Jordan didn’t shy away from expressing his concern regarding the voyage and his unprecedented mission: rough seas.

“Weather is the single most important factor a mariner has to consider,” he said. “Far and away, weather is our single biggest obstacle on this trip.”

More about the ship

The stout Cape Ray, called a “roro” because cargo is rolled on and off, is berthed along the Elizabeth River in the center of Virginia’s maritime industry.

The ship, owned by the Maritime Administration, will be turned over to the Navy’s Sealift command once it leaves Virginia.

The two chemical-eating systems are bolted in the center of the cargo hold and covered by a thick tent of white plastic, which will remain closed during the processing of the chemicals. Carbon filters will scrub air vented from the enclosures.

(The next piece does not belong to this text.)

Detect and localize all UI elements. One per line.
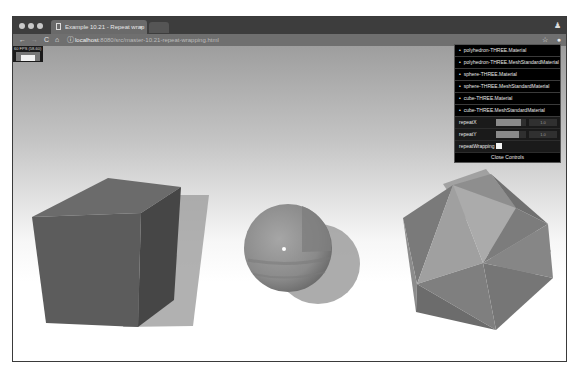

The system uses water and a chemical cocktail to break down the toxic weapons in a titanium reactor. The waste product, which scientists compared to drain cleaner, will be destroyed at undisclosed chemical sites.

The ship is designed to absorb rough seas but “if it becomes unmanageable, we’ll have to shut down production,” AFP quoted Jordan as saying.

He added: “And we’re going to make sure that we dispose of the materials that we have to handle in a very safe manner and we take care of both the people that are involved, people that might be affected, and the environment.”